When I had implied I was maybe too weak to plan the whole thing, Julia offered wholeheartedly to undertake the task, and I agreed. She consulted me, of course—which kind of flowers, how did I feel about having the ceremony on a boat, was there anything else I wanted to include—and I replied in short answers, stressing only that I wanted all the guests dressed formally, as if for a grand party. She made a little noise with her throat and began to point out something or other but gave up, and I told her, for the first time, that I loved her. She released a warble coo and emphasized that she loved me as well, and I thought of her decades ago framed by the sunlight in their kitchen with the phone cord wrapped around and around her fingers, her morning hair still gnarled in the back where she’d slept on it and her wrapping her robe tighter and tighter around herself and rejoicing in new and tiny folds of warmth. About how she had run away to Mexico, once James and Jackson were grown, bought a surplus of bright-colored dresses and went dancing, realized that was all she had needed, really, and come back to Madrone Street and moved in with my father.

Julia must have read somewhere about the flowers and the baguettes; it was too bizarre an idea (especially given the context) on its own. She asked James and Jackson to poke the holes with a large serrated knife and invited me to put the bouquets inside them. The wind from the bay bit the back of my neck and I shrugged and trusted her, though in truth the whole loaves of sourdough bread made my mouth water and I wanted to fill myself with them instead of their sliced counterpart on the slightly swaying snack table. It was supposed to be the opening event, us his official and unofficial children placing the bread in the water. But the flowers didn’t stay upright, and the waves beneath tugged at the stems and deconstructed the bouquetlike quality above, and everyone in attendance stopped watching and thumbed the memorial pamphlet once again or excused themselves to the small bathroom beneath the deck, where the smells of cleaning products and years of brine played equal parts and the toilet roared when it flushed.

Here my memory fails me. I know I was handed the ashes and I know I looked to James and Jackson and they both nodded encouragingly. I know I strangely felt the need for proper etiquette and looked out at everyone and thanked them for coming. I know I expected something much finer and winced at the coarseness and the clumps of what must have been bone; I know that James and Jackson each put a hand on my shoulder blade for each parent I was now without; I know that on the drive home I insisted we stop for the authentic saltwater taffy that tourists pay top dollar for and Julia falsified enthusiasm; I know I stuffed my face with the ocean until I was so thirsty I couldn’t imagine a time I hadn’t been and remembered something my father used to say with a mirthful twist of his lips when a lightbulb when out: “It is until it isn’t.”

I asked to sleep in his room. Julia kept insisting that if I even slightly did not feel up to going through my father’s things that she would of course keep them safe. It was unspoken, but Julia wanted to go on fingering his neatly hung sweaters and alphabetized books, imagining the names of people in boxes of photographs she’d never seen before, and so when I said that yes, I might like to wait, she beamed and squeezed my shoulder. And so I resolved to leave all the proof for future perusal, mine the memories later. I found myself more interested in the utilitarian or recent objects he’d left behind, anyway: the razor that still held his hair, the keys he had turned in the sticky lock not four days ago, the Post-it he had placed on his bedroom mirror that read, inexplicably: AND WHERE WERE THE ALLIGATORS?! a private joke with himself I would never understand.

I sat on his carefully made bed, feeling the firmness my father had slept on, looked at the ceiling he’d memorized with years of insomnia. On his bedside table was his wallet, the same he’d used for years. I found his most recent video store receipt, noted how well-worn his library card, removed the store of photos from their bulging plastic envelopes. My mother covered in yellow paint in our kitchen, grinning and holding the roller as if it was a trophy; Jackson and me as toddlers naked in a bathtub with bubble beards; his mother and father in 1940s church attire; James and his Godzilla in our front yard, looking ominous and not interested in the camera; every school photograph I’d ever taken. Hidden away in the folds were even more pictures: friends dead for decades, a face I recognized as a Frenchwoman he’d had a torturous affair with by the name on the back. I looked at every business card and unfolded every piece of paper. One, a scrap of a legal pad that I took at first for another private reference or corner of his brain, featured a bullet list with accompanying value symbols, names, and email addresses, and I understood quickly that these were the identities of the people who’d bid on Jackson’s work. I returned everything else hastily and entered the living room, where James was sleeping with Jackson on the small futon. I nearly woke them to share my discovery, but instead I got in between their bodies and waited, stiffly, to understand what had changed with the departure of my father. As if feeling my warmth through their dreams, they made small adjustments, turned to me in increments that were small until they weren’t—it isn’t until it is—until both had draped their limbs around mine so intricately that I couldn’t move if I tried and I fought off sleep vehemently, determined to appreciate what they gave me without my even asking.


REQUIRED ACTION:
Note every line in the entries that contains the string "button", and copy it.

EXERCISE INPUT:
----------------------------------------

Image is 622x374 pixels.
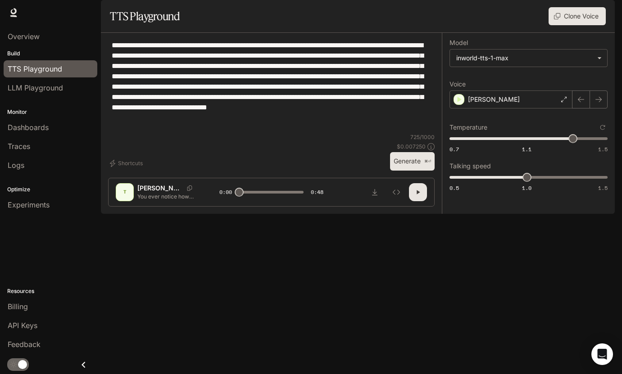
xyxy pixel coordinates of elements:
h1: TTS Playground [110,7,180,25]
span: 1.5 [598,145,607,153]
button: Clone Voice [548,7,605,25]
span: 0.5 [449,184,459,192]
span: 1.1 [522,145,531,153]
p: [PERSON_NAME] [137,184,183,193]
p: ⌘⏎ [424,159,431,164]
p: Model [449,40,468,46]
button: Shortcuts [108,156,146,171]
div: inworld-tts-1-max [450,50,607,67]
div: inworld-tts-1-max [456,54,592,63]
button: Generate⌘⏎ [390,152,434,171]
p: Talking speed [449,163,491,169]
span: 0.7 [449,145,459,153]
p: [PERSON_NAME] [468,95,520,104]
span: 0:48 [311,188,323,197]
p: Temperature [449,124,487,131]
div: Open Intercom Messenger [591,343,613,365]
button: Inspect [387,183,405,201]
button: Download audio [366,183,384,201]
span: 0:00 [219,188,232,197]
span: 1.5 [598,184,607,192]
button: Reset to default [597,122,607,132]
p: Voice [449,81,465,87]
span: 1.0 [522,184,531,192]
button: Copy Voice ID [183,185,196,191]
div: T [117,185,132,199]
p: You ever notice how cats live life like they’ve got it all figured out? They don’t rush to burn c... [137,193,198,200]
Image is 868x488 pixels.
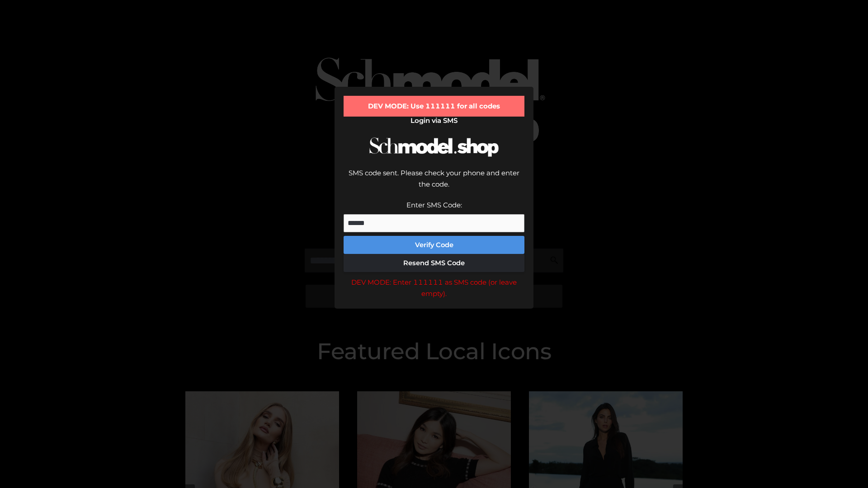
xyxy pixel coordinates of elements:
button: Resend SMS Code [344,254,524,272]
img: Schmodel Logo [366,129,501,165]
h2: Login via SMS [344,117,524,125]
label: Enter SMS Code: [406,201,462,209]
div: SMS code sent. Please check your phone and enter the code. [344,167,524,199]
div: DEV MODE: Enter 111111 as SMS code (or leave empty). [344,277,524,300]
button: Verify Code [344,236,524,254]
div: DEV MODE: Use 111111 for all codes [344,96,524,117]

----------------------------------------

THE COMPLETED TASK:
button: Clone Voice [548,7,605,25]
button: Shortcuts [108,156,146,171]
button: Generate⌘⏎ [390,152,434,171]
button: Inspect [387,183,405,201]
button: Download audio [366,183,384,201]
button: Reset to default [597,122,607,132]
button: Copy Voice ID [183,185,196,191]
button: Resend SMS Code [344,254,524,272]
button: Verify Code [344,236,524,254]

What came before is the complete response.